From Vision to Validation: Ogweno Stephen Announced as a Top 12 Finalist of the OD Impact Challenge 2025

In 2025, I committed to a single guiding idea: We Transition.
It was a year of moving from participation to leadership, from advocacy to influence, and from ideas to systems-level change. Being recognized as a Top 12 Finalist of the OD Impact Challenge 2025 was one of the moments that crystallized what this transition truly meant.

The OD Impact Challenge is not simply an application process; it is an exercise in clarity. It forces you to articulate the why behind your work, the how of your impact, and the future of your vision. Reaching the Top 12 affirmed that work grounded in evidence, lived experience, and long-term thinking can stand out on a global stage.

A Year of Transition in Practice

The recognition reflected a year defined by consistent, layered work. In early 2025, I strengthened the intellectual foundation of my advocacy through new peer-reviewed publications on mHealth and health literacy, while also expanding access to learning through CPD-accredited public health courses.

By February and March, my work had moved firmly into global advocacy spaces. I opened the 4th Global NCD Alliance pre-conference for people living with NCDs, contributed to panels on law, data, and social movements, and delivered closing remarks on World Obesity Day, emphasizing policy-based responses over blame.

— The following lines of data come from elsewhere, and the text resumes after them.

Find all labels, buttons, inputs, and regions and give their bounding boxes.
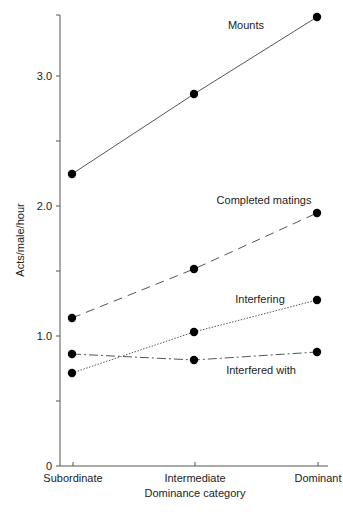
x-tick-label: Subordinate [43,472,102,484]
series-label-interfered-with: Interfered with [226,364,296,376]
y-tick-label: 1.0 [37,330,52,342]
x-tick-label: Intermediate [164,472,225,484]
y-tick-label: 0 [46,460,52,472]
series-label-mounts: Mounts [228,19,265,31]
series-label-interfering: Interfering [235,293,285,305]
x-ticks [73,462,318,466]
x-axis-title: Dominance category [145,487,246,499]
series-interfered-with-markers [68,348,321,364]
y-tick-label: 2.0 [37,200,52,212]
y-tick-label: 3.0 [37,70,52,82]
y-ticks [56,15,60,466]
line-chart: 0 1.0 2.0 3.0 Subordinate Intermediate D… [0,0,343,515]
series-label-completed-matings: Completed matings [217,194,312,206]
series-completed-matings-markers [68,209,321,322]
y-axis-title: Acts/male/hour [14,203,26,277]
x-tick-label: Dominant [294,472,341,484]
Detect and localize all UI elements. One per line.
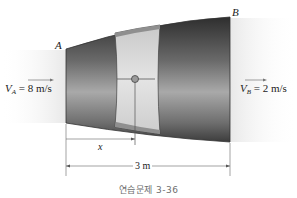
length-dimension-label: 3 m [133, 161, 152, 171]
length-dimension-arrow-right [226, 165, 230, 168]
x-dimension-arrow-right [131, 138, 135, 141]
length-dimension-arrow-left [66, 165, 70, 168]
point-A-label: A [55, 40, 62, 51]
inlet-velocity-subscript: A [12, 88, 16, 96]
x-dimension-label: x [96, 142, 104, 152]
outlet-velocity-symbol: V [240, 82, 247, 94]
outlet-velocity-label: VB = 2 m/s [240, 83, 287, 96]
point-B-label: B [232, 7, 239, 18]
outlet-velocity-subscript: B [247, 88, 251, 96]
inlet-velocity-label: VA = 8 m/s [5, 83, 52, 96]
fluid-particle [132, 76, 139, 83]
inlet-velocity-value: = 8 m/s [19, 82, 52, 94]
inlet-velocity-symbol: V [5, 82, 12, 94]
outlet-velocity-value: = 2 m/s [254, 82, 287, 94]
figure-caption: 연습문제 3-36 [0, 183, 297, 196]
diffuser-figure: A B VA = 8 m/s VB = 2 m/s x 3 m 연습문제 3-3… [0, 0, 297, 198]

As the year progressed, the transition became even clearer. From launching Lifesten Health 2.0 and joining the Commonwealth Startup Fellowship, to contributing to WHO technical packages and advancing alcohol, tobacco, and nutrition policy advocacy in Kenya, the work evolved from conversation to implementation.

Why ODIC Mattered

What made the OD Impact Challenge meaningful was not just the recognition, but the discipline it demanded. It required me to reflect on sustainability, scale, and systems, questions that shaped much of my work in 2025, from presenting mHealth research at Kenya’s first National NCD Conference to engaging health ministers and policymakers at UNGA and the World Health Assembly.

Being named a Top 12 Finalist is not a destination. It is a checkpoint. One that reinforces the responsibility to go deeper, build stronger systems, and ensure that impact does not depend on presence alone.

As I look toward 2026 and the mantra “This Year, We Transform,” this recognition stands as encouragement to continue doing the hard, often invisible work of turning ideas into durable change.